The anti-settler campaign is reminiscent of the mood in Israel just prior to Israel's retreat from the Gaza Strip in 2005, when authorities blamed a series of extremist acts on the Jews of Gush Katif, the former Jewish communities of Gaza.
The Israeli media and politicians here complained then about "violent settlers," but it turned out many of the acts in question actually were carried out by extremist elements with dubious connections to fringe Jewish organizations from outside Gaza, unconnected to and unsupported by Gush Katif or the larger settler movement.
A case in point was the extremism of protesters inside the Palm Beach Hotel, a rundown former Jewish beachside resort on the shores of Gaza that had been utilized as a staging ground for a group of rowdy protesters who came to Gush Katif to oppose Israel's Gaza evacuation. The Jews inside the hotel staged several events provoking Israeli forces and even were involved with some run-ins with local Arabs, although it seemed the Arabs had started the confrontations.

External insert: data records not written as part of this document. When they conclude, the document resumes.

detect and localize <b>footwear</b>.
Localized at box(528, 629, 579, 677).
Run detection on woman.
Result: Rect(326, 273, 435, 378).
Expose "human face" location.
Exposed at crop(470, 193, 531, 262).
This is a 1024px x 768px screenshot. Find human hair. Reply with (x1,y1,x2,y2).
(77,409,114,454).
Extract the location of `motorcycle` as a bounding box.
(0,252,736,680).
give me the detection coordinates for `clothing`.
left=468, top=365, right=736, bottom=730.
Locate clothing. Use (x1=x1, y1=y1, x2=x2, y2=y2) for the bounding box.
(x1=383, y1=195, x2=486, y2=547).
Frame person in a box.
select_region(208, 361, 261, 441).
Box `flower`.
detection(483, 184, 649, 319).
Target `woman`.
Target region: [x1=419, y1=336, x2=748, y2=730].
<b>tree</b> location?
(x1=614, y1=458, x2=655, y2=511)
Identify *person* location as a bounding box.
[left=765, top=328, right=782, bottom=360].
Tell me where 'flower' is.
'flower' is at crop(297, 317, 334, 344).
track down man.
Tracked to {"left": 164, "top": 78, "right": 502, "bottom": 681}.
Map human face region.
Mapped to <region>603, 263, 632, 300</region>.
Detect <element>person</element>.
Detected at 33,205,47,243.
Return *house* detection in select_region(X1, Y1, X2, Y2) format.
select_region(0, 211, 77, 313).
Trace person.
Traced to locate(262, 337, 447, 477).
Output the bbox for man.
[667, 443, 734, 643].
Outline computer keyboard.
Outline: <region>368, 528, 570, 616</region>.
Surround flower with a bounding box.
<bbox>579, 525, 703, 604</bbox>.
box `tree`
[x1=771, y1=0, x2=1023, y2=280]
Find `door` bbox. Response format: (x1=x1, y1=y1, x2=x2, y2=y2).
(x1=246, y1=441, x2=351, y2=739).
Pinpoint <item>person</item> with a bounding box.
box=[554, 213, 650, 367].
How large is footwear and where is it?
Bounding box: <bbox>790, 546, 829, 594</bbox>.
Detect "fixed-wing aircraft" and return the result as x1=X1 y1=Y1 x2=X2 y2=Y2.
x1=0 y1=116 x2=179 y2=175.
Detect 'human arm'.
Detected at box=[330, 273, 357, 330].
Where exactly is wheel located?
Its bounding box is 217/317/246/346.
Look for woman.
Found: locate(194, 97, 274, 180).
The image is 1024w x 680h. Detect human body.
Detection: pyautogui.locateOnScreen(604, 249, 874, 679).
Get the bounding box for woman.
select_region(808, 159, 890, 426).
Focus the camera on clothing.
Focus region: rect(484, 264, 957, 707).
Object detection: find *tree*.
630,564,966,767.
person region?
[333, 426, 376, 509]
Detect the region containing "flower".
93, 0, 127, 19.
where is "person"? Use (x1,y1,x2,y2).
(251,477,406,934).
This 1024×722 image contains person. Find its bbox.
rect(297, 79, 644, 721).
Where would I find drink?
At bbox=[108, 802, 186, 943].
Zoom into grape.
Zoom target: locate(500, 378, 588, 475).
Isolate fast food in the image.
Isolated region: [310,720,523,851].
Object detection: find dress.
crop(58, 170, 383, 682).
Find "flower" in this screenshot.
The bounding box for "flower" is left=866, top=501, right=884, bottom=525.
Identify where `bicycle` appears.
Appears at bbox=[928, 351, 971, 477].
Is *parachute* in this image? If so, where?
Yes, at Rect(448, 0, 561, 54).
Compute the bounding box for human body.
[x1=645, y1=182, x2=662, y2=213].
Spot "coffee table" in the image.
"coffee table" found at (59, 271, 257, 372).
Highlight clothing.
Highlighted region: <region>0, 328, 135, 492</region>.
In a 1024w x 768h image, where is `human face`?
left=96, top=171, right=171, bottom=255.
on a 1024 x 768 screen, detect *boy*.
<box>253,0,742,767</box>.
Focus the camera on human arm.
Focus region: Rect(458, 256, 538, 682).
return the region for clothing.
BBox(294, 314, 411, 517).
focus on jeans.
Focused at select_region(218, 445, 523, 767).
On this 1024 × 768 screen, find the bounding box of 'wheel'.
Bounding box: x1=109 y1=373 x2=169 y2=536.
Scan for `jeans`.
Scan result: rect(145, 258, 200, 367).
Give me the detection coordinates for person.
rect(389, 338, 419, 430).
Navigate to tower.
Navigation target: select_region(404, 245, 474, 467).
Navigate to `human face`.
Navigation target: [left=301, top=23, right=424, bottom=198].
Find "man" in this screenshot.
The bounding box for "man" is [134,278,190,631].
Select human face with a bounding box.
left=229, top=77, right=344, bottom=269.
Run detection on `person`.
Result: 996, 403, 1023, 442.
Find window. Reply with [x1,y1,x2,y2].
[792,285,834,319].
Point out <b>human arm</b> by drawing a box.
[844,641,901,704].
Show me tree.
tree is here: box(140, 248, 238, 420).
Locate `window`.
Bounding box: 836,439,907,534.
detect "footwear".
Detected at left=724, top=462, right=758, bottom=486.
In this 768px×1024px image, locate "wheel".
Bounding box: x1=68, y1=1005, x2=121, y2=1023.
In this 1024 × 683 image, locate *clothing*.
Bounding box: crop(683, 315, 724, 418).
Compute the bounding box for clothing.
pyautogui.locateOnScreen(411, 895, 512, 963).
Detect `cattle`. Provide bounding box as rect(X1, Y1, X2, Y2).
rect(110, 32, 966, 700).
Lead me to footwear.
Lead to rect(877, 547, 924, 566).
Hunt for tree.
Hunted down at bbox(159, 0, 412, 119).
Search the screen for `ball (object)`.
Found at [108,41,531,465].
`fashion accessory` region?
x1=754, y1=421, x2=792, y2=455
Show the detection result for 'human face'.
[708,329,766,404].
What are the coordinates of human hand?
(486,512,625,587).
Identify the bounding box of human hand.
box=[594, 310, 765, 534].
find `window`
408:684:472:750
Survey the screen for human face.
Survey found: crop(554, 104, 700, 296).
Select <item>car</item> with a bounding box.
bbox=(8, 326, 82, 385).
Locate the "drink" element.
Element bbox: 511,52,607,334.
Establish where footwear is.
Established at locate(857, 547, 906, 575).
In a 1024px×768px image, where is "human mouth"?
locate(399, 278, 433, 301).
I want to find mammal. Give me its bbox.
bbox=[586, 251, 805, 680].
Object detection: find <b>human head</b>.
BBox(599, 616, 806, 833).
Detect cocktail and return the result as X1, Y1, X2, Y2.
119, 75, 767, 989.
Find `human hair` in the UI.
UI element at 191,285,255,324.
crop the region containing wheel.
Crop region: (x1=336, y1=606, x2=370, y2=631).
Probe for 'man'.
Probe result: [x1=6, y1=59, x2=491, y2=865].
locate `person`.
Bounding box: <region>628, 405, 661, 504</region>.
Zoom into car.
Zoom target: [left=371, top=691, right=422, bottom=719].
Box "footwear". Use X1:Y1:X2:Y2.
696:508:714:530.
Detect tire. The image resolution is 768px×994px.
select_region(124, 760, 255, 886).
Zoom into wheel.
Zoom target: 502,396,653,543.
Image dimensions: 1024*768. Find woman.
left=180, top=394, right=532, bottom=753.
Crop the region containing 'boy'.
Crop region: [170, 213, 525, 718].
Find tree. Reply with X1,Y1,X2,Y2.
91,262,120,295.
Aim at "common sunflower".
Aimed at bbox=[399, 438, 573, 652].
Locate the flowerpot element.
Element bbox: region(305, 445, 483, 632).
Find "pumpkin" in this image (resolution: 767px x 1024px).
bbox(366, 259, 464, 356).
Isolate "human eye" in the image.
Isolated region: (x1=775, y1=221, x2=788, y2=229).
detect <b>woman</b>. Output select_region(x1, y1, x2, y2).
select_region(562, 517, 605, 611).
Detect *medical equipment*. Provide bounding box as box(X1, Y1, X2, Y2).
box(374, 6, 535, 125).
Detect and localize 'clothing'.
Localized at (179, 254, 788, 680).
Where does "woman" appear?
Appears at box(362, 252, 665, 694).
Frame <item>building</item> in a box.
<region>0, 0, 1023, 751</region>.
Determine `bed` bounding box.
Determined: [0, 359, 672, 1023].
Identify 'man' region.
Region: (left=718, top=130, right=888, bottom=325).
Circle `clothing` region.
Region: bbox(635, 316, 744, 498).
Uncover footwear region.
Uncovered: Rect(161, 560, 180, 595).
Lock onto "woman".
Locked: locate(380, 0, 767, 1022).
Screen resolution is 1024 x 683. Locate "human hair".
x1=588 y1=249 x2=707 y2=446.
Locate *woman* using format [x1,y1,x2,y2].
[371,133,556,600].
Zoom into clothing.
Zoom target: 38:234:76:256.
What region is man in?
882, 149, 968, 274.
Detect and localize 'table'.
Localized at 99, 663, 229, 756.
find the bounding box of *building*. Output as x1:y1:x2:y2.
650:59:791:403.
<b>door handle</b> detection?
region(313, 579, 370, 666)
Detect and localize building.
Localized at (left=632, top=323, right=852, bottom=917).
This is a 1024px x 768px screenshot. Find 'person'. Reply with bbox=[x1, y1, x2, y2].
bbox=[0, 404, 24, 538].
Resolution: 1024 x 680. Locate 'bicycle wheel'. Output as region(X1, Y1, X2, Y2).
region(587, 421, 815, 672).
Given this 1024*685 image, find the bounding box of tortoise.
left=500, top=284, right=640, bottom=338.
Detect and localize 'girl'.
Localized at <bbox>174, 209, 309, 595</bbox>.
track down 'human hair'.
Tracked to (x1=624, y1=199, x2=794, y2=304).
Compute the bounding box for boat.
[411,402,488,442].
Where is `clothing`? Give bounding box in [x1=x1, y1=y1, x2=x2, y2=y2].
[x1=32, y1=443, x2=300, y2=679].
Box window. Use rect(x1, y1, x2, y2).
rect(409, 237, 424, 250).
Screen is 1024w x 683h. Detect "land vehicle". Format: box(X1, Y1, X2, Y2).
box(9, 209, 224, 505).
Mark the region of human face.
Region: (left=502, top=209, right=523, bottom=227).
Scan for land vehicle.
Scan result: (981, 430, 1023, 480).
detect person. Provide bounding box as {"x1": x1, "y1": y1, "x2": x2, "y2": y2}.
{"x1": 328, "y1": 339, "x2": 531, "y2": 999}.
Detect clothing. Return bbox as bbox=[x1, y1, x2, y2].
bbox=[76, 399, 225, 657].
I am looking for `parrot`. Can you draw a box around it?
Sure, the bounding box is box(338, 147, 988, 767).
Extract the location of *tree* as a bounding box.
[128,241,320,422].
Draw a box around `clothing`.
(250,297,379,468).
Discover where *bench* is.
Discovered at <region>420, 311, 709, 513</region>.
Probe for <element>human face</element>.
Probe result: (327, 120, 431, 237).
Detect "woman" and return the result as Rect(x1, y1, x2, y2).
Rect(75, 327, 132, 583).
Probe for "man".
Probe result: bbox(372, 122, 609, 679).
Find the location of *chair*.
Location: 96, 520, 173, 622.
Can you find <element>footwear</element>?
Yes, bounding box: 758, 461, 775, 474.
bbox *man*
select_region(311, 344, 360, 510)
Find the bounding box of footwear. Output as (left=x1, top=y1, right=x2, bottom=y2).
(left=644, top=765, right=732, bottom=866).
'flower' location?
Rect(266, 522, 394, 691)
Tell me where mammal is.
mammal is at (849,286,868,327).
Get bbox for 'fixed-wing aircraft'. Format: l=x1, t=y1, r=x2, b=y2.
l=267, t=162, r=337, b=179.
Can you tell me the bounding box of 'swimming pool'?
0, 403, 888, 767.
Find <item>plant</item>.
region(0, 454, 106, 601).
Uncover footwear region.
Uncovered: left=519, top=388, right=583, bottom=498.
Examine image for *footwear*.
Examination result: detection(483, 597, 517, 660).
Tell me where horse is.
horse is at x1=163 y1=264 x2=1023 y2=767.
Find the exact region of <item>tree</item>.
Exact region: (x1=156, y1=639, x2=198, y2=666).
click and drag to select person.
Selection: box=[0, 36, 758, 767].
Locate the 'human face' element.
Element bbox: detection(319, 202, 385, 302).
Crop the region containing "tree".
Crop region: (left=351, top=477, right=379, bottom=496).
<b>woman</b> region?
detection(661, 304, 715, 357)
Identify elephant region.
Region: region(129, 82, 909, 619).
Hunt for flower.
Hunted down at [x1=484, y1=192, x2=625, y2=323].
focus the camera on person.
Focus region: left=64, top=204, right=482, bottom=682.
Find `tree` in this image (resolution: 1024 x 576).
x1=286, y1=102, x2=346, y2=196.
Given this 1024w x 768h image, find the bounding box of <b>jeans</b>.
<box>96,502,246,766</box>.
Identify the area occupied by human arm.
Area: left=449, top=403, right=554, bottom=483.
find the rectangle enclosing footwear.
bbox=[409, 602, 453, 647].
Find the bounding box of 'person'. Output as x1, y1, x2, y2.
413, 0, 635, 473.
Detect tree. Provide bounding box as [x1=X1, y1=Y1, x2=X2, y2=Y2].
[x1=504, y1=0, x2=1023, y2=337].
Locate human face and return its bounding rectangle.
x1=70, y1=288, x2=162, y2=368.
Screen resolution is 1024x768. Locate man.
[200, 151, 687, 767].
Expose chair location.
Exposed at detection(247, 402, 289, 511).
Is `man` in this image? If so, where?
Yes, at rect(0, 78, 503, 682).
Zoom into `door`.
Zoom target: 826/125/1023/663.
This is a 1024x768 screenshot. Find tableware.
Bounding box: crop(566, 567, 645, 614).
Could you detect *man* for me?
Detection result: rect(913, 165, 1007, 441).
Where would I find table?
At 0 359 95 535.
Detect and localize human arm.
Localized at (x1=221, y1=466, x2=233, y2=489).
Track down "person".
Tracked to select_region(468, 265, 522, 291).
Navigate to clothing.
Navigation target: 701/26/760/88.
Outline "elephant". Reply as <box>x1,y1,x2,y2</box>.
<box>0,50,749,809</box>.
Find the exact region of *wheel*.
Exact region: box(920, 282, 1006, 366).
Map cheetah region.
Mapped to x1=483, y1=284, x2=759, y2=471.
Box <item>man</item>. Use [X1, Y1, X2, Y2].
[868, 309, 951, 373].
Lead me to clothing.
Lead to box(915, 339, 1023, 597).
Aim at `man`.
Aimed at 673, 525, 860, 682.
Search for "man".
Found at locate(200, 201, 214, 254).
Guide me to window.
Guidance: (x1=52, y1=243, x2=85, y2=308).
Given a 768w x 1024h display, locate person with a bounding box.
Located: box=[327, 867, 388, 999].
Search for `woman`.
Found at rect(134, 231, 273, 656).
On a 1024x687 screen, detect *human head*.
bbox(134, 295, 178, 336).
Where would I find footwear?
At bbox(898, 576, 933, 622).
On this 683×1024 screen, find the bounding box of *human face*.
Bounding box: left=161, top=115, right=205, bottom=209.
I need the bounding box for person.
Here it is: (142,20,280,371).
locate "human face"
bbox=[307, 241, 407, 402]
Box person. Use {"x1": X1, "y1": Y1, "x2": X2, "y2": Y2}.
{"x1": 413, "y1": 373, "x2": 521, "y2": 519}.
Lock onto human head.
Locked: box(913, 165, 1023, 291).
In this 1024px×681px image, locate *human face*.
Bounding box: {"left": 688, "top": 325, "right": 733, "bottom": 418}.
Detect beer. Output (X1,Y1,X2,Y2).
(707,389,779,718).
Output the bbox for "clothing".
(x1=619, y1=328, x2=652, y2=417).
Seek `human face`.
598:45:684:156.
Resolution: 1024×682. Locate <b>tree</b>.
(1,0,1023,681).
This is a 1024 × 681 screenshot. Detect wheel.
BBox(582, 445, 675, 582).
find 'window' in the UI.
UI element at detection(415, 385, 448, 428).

The Jewish residents of Gaza, mostly peaceful farmers who put up passive resistance to Israel's evacuation, distanced themselves from the extremist hotel protesters. And yet the Israeli and international media did not distinguish Gaza's Jews from the outside provocateurs at the hotel, which was one of several examples of extremism blamed on the tree-lined communities of Gush Katif and used against them to argue for their expulsion.
In 2005, Israel also used violence from fringe extremists to arrest without direct cause and put in administrative detention scores of settlers and nationalist leaders the government claimed may incite violence. The leaders were released without charges after the Gaza expulsion.
History repeats
Now, amid intense Israeli-Palestinian negotiations in which Israel has made clear it will cede the vast majority of the West Bank, the same cycle seems to be repeating itself.
In an eerie flashback to the days of administrative detention just before Israel's Gaza retreat, the Israeli court system recently upheld a ban on several West Bank Jews from returning to their homes, for fear they will incite violence.
Also, the Knesset in recent weeks has been debating a bill to compensate West Bank Jews who voluntarily leave their homes ahead of an Israeli withdrawal from the territory. A similar offer was made to the Jews of Gaza in 2005.
Israel recaptured the West Bank in the 1967 Six Day War. The territory, in which about 200,000 Jews live, is tied to Judaism throughout the Torah.
The book of Genesis says Abraham entered Israel at Shechem (Nablus) and received God's promise of land for his offspring. He was later buried with the rest of the biblical patriarchs and matriarchs, except for Rachel, in Hebron's Tomb of the Patriarchs. Hebron was site of the first Jewish capital.
The nearby town of Beit El, anciently called Bethel meaning "house of God," is where Scripture says the patriarch Jacob slept on a stone pillow and dreamed of angels ascending and descending a stairway to heaven. In that dream, God spoke directly to Jacob and reaffirmed the promise of territory.
And in Exodus, the holy tabernacle rested in Shiloh, believed to be the first area the ancient Israelites settled after fleeing Egypt.